The idea for the Describing Words engine came when I was building the engine for Related Words (it's like a thesaurus, but gives you a much broader set of related words, rather than just synonyms). While playing around with word vectors and the "HasProperty" API of conceptnet, I had a bit of fun trying to get the adjectives which commonly describe a word. Eventually I realised that there's a much better way of doing this: parse books!

Project Gutenberg was the initial corpus, but the parser got greedier and greedier and I ended up feeding it somewhere around 100 gigabytes of text files - mostly fiction, including many contemporary works. The parser simply looks through each book and pulls out the various descriptions of nouns.

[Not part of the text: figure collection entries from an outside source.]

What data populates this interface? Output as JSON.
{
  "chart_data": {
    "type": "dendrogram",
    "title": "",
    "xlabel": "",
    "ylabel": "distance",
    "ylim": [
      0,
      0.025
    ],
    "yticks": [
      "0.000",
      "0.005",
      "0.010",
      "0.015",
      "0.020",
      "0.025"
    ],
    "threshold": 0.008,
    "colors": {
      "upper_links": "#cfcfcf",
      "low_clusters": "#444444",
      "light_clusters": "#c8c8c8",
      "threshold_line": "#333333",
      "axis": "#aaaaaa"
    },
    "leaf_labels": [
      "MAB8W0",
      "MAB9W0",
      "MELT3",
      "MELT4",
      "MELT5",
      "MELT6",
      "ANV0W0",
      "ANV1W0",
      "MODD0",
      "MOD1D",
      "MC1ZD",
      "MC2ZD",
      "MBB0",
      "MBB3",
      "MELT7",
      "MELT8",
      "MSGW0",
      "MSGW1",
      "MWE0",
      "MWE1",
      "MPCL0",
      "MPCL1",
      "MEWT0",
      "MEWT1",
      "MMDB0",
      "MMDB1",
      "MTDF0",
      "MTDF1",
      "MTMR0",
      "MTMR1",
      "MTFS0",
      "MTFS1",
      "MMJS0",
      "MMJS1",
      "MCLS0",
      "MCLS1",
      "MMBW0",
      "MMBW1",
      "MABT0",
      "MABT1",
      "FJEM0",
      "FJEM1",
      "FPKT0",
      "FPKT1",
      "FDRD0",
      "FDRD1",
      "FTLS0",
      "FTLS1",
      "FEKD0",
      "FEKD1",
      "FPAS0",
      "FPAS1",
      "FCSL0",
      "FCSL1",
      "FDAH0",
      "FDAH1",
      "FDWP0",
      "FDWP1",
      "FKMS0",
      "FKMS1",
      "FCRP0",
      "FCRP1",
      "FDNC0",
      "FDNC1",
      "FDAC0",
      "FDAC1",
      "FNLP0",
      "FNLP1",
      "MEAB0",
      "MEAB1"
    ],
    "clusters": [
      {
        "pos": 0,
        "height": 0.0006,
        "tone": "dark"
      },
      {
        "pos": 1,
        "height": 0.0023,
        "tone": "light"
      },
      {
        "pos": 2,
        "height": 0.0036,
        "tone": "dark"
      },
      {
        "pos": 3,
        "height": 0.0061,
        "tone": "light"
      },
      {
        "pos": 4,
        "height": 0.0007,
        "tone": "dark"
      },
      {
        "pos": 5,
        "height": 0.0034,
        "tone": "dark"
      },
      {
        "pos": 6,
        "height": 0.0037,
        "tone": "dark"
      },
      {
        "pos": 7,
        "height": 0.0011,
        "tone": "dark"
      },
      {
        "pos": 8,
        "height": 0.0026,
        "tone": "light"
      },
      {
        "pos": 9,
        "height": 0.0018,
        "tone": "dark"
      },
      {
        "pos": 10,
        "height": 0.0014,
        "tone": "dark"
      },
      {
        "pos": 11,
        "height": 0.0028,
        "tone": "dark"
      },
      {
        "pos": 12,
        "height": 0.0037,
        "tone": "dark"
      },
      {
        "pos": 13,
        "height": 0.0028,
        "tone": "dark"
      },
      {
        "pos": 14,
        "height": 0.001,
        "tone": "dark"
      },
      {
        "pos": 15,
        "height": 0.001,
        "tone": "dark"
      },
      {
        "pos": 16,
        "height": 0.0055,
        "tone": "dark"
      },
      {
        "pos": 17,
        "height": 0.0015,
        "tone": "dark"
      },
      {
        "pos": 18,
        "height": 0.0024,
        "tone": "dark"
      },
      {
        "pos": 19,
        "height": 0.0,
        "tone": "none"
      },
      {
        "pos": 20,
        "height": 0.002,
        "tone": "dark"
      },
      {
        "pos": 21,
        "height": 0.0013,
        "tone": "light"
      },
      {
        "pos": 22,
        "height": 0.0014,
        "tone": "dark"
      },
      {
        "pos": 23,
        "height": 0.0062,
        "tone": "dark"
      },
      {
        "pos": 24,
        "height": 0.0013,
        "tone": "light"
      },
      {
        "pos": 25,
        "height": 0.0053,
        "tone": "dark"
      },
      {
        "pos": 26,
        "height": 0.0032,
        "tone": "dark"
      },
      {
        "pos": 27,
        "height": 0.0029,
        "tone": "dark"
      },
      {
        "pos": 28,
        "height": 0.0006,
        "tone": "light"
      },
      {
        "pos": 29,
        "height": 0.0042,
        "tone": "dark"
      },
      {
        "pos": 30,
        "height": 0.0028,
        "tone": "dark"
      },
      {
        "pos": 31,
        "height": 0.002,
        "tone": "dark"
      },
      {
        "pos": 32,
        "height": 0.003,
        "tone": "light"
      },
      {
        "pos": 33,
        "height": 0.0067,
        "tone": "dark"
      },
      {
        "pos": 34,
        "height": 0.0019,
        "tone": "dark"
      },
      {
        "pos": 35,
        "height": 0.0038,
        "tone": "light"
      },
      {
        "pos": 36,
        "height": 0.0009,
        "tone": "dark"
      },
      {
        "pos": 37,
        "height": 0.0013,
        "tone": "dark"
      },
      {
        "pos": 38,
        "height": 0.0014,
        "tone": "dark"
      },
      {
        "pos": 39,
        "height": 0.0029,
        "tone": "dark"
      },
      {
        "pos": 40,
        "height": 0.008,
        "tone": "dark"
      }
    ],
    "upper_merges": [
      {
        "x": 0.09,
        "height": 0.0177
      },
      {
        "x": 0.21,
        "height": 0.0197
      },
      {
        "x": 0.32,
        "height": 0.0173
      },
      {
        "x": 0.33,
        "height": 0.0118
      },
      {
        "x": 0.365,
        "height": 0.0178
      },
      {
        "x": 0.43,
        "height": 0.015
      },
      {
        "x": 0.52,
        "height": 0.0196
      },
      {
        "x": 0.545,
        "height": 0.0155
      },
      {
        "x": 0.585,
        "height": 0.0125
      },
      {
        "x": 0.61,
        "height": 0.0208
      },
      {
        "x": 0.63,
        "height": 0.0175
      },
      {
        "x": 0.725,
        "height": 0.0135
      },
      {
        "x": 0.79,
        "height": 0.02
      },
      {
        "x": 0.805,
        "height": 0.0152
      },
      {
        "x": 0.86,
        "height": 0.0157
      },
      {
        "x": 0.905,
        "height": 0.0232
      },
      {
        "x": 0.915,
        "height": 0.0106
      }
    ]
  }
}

Hopefully it's more than just a novelty and some people will actually find it useful for their writing and brainstorming, but one neat little thing to try is to compare two nouns which are similar, but different in some significant way - for example, gender is interesting: "woman" versus "man" and "boy" versus "girl". On an inital quick analysis it seems that authors of fiction are at least 4x more likely to describe women (as opposed to men) with beauty-related terms (regarding their weight, features and general attractiveness). In fact, "beautiful" is possibly the most widely used adjective for women in all of the world's literature, which is quite in line with the general unidimensional representation of women in many other media forms. If anyone wants to do further research into this, let me know and I can give you a lot more data (for example, there are about 25000 different entries for "woman" - too many to show here).

The blueness of the results represents their relative frequency. You can hover over an item for a second and the frequency score should pop up. The "uniqueness" sorting is default, and thanks to my Complicated Algorithm™, it orders them by the adjectives' uniqueness to that particular noun relative to other nouns (it's actually pretty simple). As you'd expect, you can click the "Sort By Usage Frequency" button to adjectives by their usage frequency for that noun.

Special thanks to the contributors of the open-source mongodb which was used in this project.